When he saw what I saw the way I saw it, we would be on the same page and could
finally
begin the same conversation.
“Okay,” he said.
We walked slowly, away from Zara’s outline, to-ward the side of the house where lawn had been carved into a thick edge of woods. His fingers brushed mine and then tentatively, almost shyly, he took my hand and I let him.
“Annie, I have to go back today. It’ll give us some time. And if I miss any more work—well,
you
know how happy it would make Kent if he could fire me right before my pension matures.”
One year. Bobby had only one year left before he could retire. And it was true: our boss, Kent, was a petty bastard. He had made a pass at me when I was first on staff and when I rebuffed him he made my life miserable. Then, when I got together with Bobby, he extended his spite to us both with a heartlessness that he blamed on the military culture. Kent would have loved to find a way to dismiss Bobby at the eleventh hour of a career he’d stuck with this far mostly so he could enjoy the second half of his adulthood. With me and Lexy (and hopefully more children; we’d had our plans).
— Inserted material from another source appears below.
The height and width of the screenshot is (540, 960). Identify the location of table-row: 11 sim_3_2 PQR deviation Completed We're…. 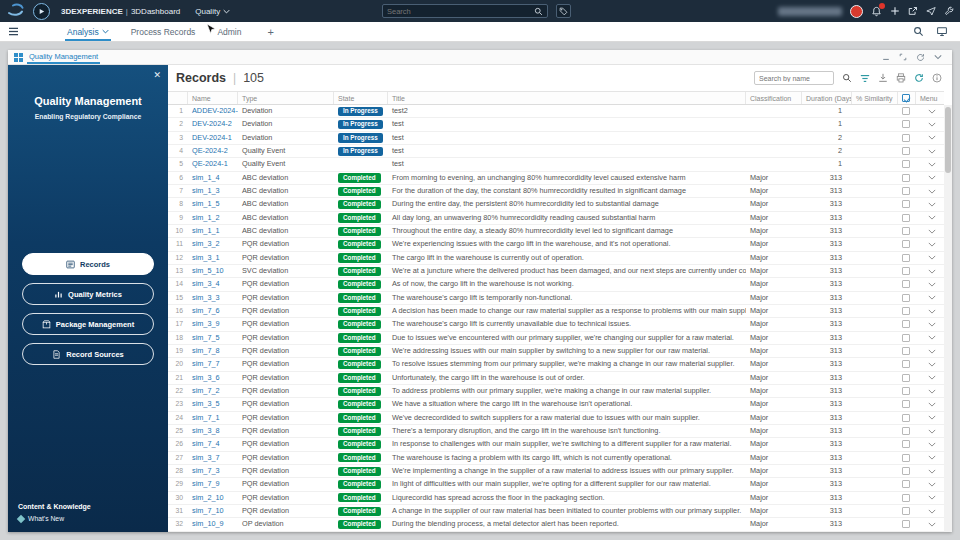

“I can’t let this go now,” Bobby said. “My benefits are going to take care of us for the rest of our lives.
We’ll have health care and money and we’ll be able to put Lexy through college.”
“We?”
“Do you really think we should pack it all in right now,
everything
, without any hope at all? Without even trying?” He stared at me. My Bobby. Of course he was right.
“No, I’m not saying that. I
never
said that.”
“Can’t we take this as a trial separation? Nothing definite?”
“I guess so.”
He smiled, revealing the slight gap between his front teeth. That sexy smile. I felt a blossoming of heat in my center.
“I thought I’d visit next weekend,” he said. “Or do you need more time apart than that?”
“I don’t know,” I said, wanting him,
resisting
wanting him. “Can we play that by ear?”
“Whatever you say.”
It seemed a tepid response. Why wouldn’t he fight harder for me?
I
had no idea how much time we needed. Would a week be enough time for
him
to re-assess the evidence? Would he open the Infidelity File, as I had come to think of it, as soon as he walked in the door of our house? Or would he settle back into disbelief and revert to hoping I would change my mind?
What I
did
know was that regardless of what happened to our marriage, I would not return to work in the prison or move back to Lexington. He was right in a big way: it wasn’t for me. If our marriage somehow survived this, we would have to figure out the logistics.
In a week there was a job orientation for all new employees at the Manhattan hospital that had hired me conditionally, based on a meeting with an off-site interviewer, and I planned to go. Once the higher-ups had met me face-to-face, finalized the paperwork and approved my employment, I could start looking for a suitable apartment.